Thursday, August 30, 2012

How Pinterest Will Evolve for Business Marketing

Pinterest will be the hottest social media platform for business marketing…in a year from now. 

Despite the hype and the record-breaking growth rates, as it exists today, Pinterest is not ready for business marketers; the demographics are wrong, the categories are too consumer focused, and there are significant copyright and measurement issues to overcome.   

As it stands today, Pinterest is following the “next big social media thing” strategy of getting the audience first, and figuring out the business model later.  That audience for now is mostly women, who are, as Ryan Deshazer, VP of Search and Social at GSW Worldwide described in a recent post, doing “social scrapbooking.”  However, within that audience there are also business decision makers.

As Pinterest’s internal analytics capabilities evolve those business decision makers will become known, and when they do, the marketers will follow.   As a result, Pinterest could quickly become the best social platform available for business-to-business content marketers. 

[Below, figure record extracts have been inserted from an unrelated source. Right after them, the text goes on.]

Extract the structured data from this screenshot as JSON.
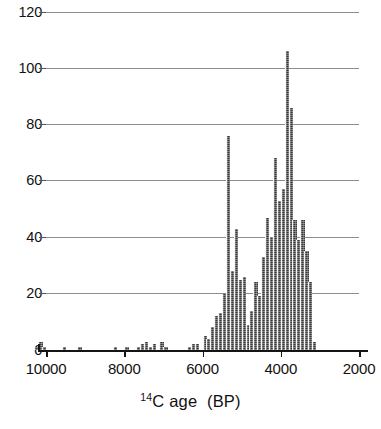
{
  "chart_data": {
    "type": "bar",
    "title": "",
    "subtitle": "",
    "xlabel_html": "<sup>14</sup>C age (BP)",
    "xlabel": "14C age (BP)",
    "ylabel": "",
    "xlim": [
      10300,
      1800
    ],
    "ylim": [
      0,
      120
    ],
    "x_inverted": true,
    "grid": "horizontal",
    "legend": "none",
    "bin_width": 100,
    "bar_color": "#3a3a3a",
    "xticks": [
      10000,
      8000,
      6000,
      4000,
      2000
    ],
    "xtick_labels": [
      "10000",
      "8000",
      "6000",
      "4000",
      "2000"
    ],
    "yticks": [
      0,
      20,
      40,
      60,
      80,
      100,
      120
    ],
    "ytick_labels": [
      "0",
      "20",
      "40",
      "60",
      "80",
      "100",
      "120"
    ],
    "x": [
      10250,
      10150,
      10050,
      9950,
      9850,
      9750,
      9650,
      9550,
      9450,
      9350,
      9250,
      9150,
      9050,
      8950,
      8850,
      8750,
      8650,
      8550,
      8450,
      8350,
      8250,
      8150,
      8050,
      7950,
      7850,
      7750,
      7650,
      7550,
      7450,
      7350,
      7250,
      7150,
      7050,
      6950,
      6850,
      6750,
      6650,
      6550,
      6450,
      6350,
      6250,
      6150,
      6050,
      5950,
      5850,
      5750,
      5650,
      5550,
      5450,
      5350,
      5250,
      5150,
      5050,
      4950,
      4850,
      4750,
      4650,
      4550,
      4450,
      4350,
      4250,
      4150,
      4050,
      3950,
      3850,
      3750,
      3650,
      3550,
      3450,
      3350,
      3250,
      3150,
      3050,
      2950,
      2850,
      2750,
      2650,
      2550,
      2450,
      2350,
      2250,
      2150,
      2050,
      1950
    ],
    "values": [
      1,
      3,
      1,
      0,
      0,
      0,
      0,
      1,
      0,
      0,
      0,
      1,
      0,
      0,
      0,
      0,
      0,
      0,
      0,
      0,
      1,
      0,
      0,
      1,
      0,
      0,
      1,
      2,
      3,
      1,
      2,
      0,
      3,
      1,
      0,
      0,
      0,
      0,
      0,
      1,
      2,
      2,
      0,
      5,
      4,
      8,
      12,
      13,
      20,
      76,
      28,
      43,
      25,
      26,
      9,
      14,
      24,
      19,
      33,
      47,
      40,
      68,
      53,
      57,
      106,
      86,
      46,
      39,
      46,
      35,
      24,
      3,
      0,
      0,
      0,
      0,
      0,
      0,
      0,
      0,
      0,
      0,
      0,
      0
    ],
    "annotations": []
  },
  "axis": {
    "x_title_main": "C age",
    "x_title_sup": "14",
    "x_title_paren": "(BP)"
  }
}
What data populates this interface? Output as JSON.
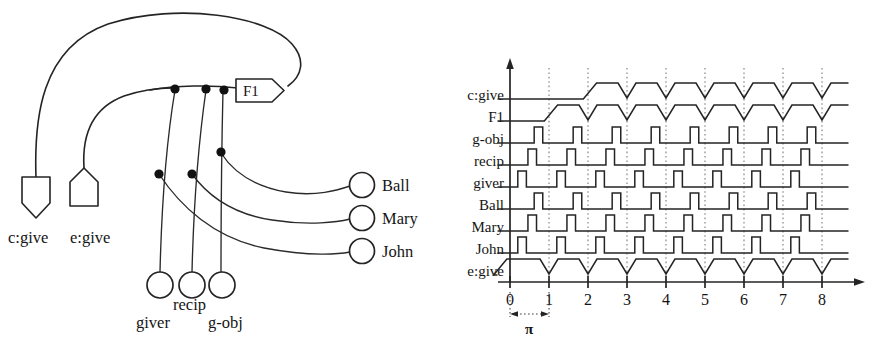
{
  "figure": {
    "title": "",
    "panels": [
      "network-diagram",
      "timing-diagram"
    ]
  },
  "network": {
    "concept_node": {
      "label": "c:give",
      "shape": "pentagon-down"
    },
    "event_node": {
      "label": "e:give",
      "shape": "pentagon-up"
    },
    "frame_tag": {
      "label": "F1",
      "shape": "tag-right-point"
    },
    "role_nodes": [
      {
        "label": "giver",
        "shape": "circle"
      },
      {
        "label": "recip",
        "shape": "circle"
      },
      {
        "label": "g-obj",
        "shape": "circle"
      }
    ],
    "filler_nodes": [
      {
        "label": "Ball",
        "shape": "circle"
      },
      {
        "label": "Mary",
        "shape": "circle"
      },
      {
        "label": "John",
        "shape": "circle"
      }
    ],
    "junction_count": 6
  },
  "chart_data": {
    "type": "line",
    "title": "",
    "xlabel": "",
    "ylabel": "",
    "xlim": [
      -0.45,
      8.75
    ],
    "grid": true,
    "legend_position": "left-row-labels",
    "period_annotation": {
      "label": "π",
      "from": 0,
      "to": 1
    },
    "x_ticks": [
      "0",
      "1",
      "2",
      "3",
      "4",
      "5",
      "6",
      "7",
      "8"
    ],
    "x_tick_values": [
      0,
      1,
      2,
      3,
      4,
      5,
      6,
      7,
      8
    ],
    "gridline_x": [
      1,
      2,
      3,
      4,
      5,
      6,
      7,
      8
    ],
    "series": [
      {
        "name": "c:give",
        "waveform": "sustained-with-dips",
        "rise_at": 2,
        "dips_at": [
          3,
          4,
          5,
          6,
          7,
          8
        ],
        "values": [
          0,
          0,
          1,
          1,
          1,
          1,
          1,
          1,
          1
        ]
      },
      {
        "name": "F1",
        "waveform": "sustained-with-dips",
        "rise_at": 1,
        "dips_at": [
          2,
          3,
          4,
          5,
          6,
          7,
          8
        ],
        "values": [
          0,
          1,
          1,
          1,
          1,
          1,
          1,
          1,
          1
        ]
      },
      {
        "name": "g-obj",
        "waveform": "pulse-train",
        "phase_offset": 0.62,
        "pulse_width": 0.22,
        "pulses_at": [
          0.62,
          1.62,
          2.62,
          3.62,
          4.62,
          5.62,
          6.62,
          7.62
        ],
        "values": [
          1,
          1,
          1,
          1,
          1,
          1,
          1,
          1
        ]
      },
      {
        "name": "recip",
        "waveform": "pulse-train",
        "phase_offset": 0.46,
        "pulse_width": 0.22,
        "pulses_at": [
          0.46,
          1.46,
          2.46,
          3.46,
          4.46,
          5.46,
          6.46,
          7.46
        ],
        "values": [
          1,
          1,
          1,
          1,
          1,
          1,
          1,
          1
        ]
      },
      {
        "name": "giver",
        "waveform": "pulse-train",
        "phase_offset": 0.2,
        "pulse_width": 0.22,
        "pulses_at": [
          0.2,
          1.2,
          2.2,
          3.2,
          4.2,
          5.2,
          6.2,
          7.2
        ],
        "values": [
          1,
          1,
          1,
          1,
          1,
          1,
          1,
          1
        ]
      },
      {
        "name": "Ball",
        "waveform": "pulse-train",
        "phase_offset": 0.62,
        "pulse_width": 0.22,
        "pulses_at": [
          0.62,
          1.62,
          2.62,
          3.62,
          4.62,
          5.62,
          6.62,
          7.62
        ],
        "values": [
          1,
          1,
          1,
          1,
          1,
          1,
          1,
          1
        ]
      },
      {
        "name": "Mary",
        "waveform": "pulse-train",
        "phase_offset": 0.46,
        "pulse_width": 0.22,
        "pulses_at": [
          0.46,
          1.46,
          2.46,
          3.46,
          4.46,
          5.46,
          6.46,
          7.46
        ],
        "values": [
          1,
          1,
          1,
          1,
          1,
          1,
          1,
          1
        ]
      },
      {
        "name": "John",
        "waveform": "pulse-train",
        "phase_offset": 0.2,
        "pulse_width": 0.22,
        "pulses_at": [
          0.2,
          1.2,
          2.2,
          3.2,
          4.2,
          5.2,
          6.2,
          7.2
        ],
        "values": [
          1,
          1,
          1,
          1,
          1,
          1,
          1,
          1
        ]
      },
      {
        "name": "e:give",
        "waveform": "sustained-with-dips",
        "rise_at": -0.3,
        "dips_at": [
          1,
          2,
          3,
          4,
          5,
          6,
          7,
          8
        ],
        "values": [
          1,
          1,
          1,
          1,
          1,
          1,
          1,
          1,
          1
        ]
      }
    ]
  },
  "colors": {
    "ink": "#242424",
    "grid": "#7a7a7a",
    "paper": "#ffffff"
  }
}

While other platforms such as Twitter and Facebook, are mostly content distributors (sharing), Pinterest’s platform has the potential to offer far more value as a content aggregation and curation tool, as well as a content destination and repository.   Here’s why:
  • Scalability and Scanability – the rate of which new content is being added to the “www” is mind-boggling.  According to Hubspot, 70% of bloggers add new content weekly or daily, 500,000 new posts are added everyday alone on WordPress.com   As a result, it’s becoming more difficult to find high quality, relevant content.  The “internet” must evolve in order for audiences to navigate faster through this growing mass of content to find what they are looking for, which opens the door for Infographics and Pinterest.  By making content visual, it also makes it more scanable.  The average person reads between 200 to 300 words per minute, but visually it takes only 1/20th of a second to process an image.  Pinterest platform accelerates the process by aggregating and organize images by category or theme making it easy to search. 
  • Valuing Content – business marketers are constantly wrestling with trying to understand the value of their content (relevancy, insight, utilization, etc.) based on how and when it’s consumed by various audience segments.  Lacking a closed loop system to provide feedback, it’s been difficult to know exactly what resonates, with what audience, and why. Curating content naturally within Pinterest provides marketers the opportunity to capture deeper insights into audience consumption habits.   For example, business marketers tend to organization content along the “buying process,” which is typically defined by steps within the sales process.  Marketers may find that business audiences within Pinterest organize and consume content by categories defined as “applications” -- how they intend to use the product, and not how they will buy it.  This insight could help define the real purchase path and key influences along that journey.    
  • Audience Insight - lastly, and perhaps most interesting, will Pinterest have the ability to provide “affinity data”?  As Scott Bayer, CTO of Baynote wrote“individual pinning choices are interesting, but there is even greater opportunity to analyze segments of people who express an affinity for a product or category in aggregate.” 
If available, this information could allow marketers to create new segmentation clusters based on common interests, which could help improve messaging and targeting.  “Clustering” could identify brand advocates, key influencers and connectors, local “hot spots” and new ideas for reaching them.   

While we still have some time before Pinterest evolves there are few things to consider now:
  1. Integrate “Pin it” button into your website - it will do nothing for conversions, but it may drive some traffic that could provide some insight.
  2. Make your content more visual – if content marketing is part of your marketing plans,  experimenting using Infographics (visit Visual.lyfor a starting point).
  3. Experiment – whether or not you’re a believer in social media platforms, the fact remains that Twitter and Facebook have impacted how we go to market.  Pinterest also holds the same potential to change the way we create, produce and consume content.  Start to brainstorm on what that change might be and/or what you might like to change given its functionality. 
I realize that there are skeptics out there, I might even be one, but as we’ve learned with other social media platforms, if you don’t think it’s valuable tool, then you’ll be right…it won’t.  Pinterest holds great potential for business marketers, but that “potential” will only realized by those who seek to define it by experimenting…or dare I say, “pin it.”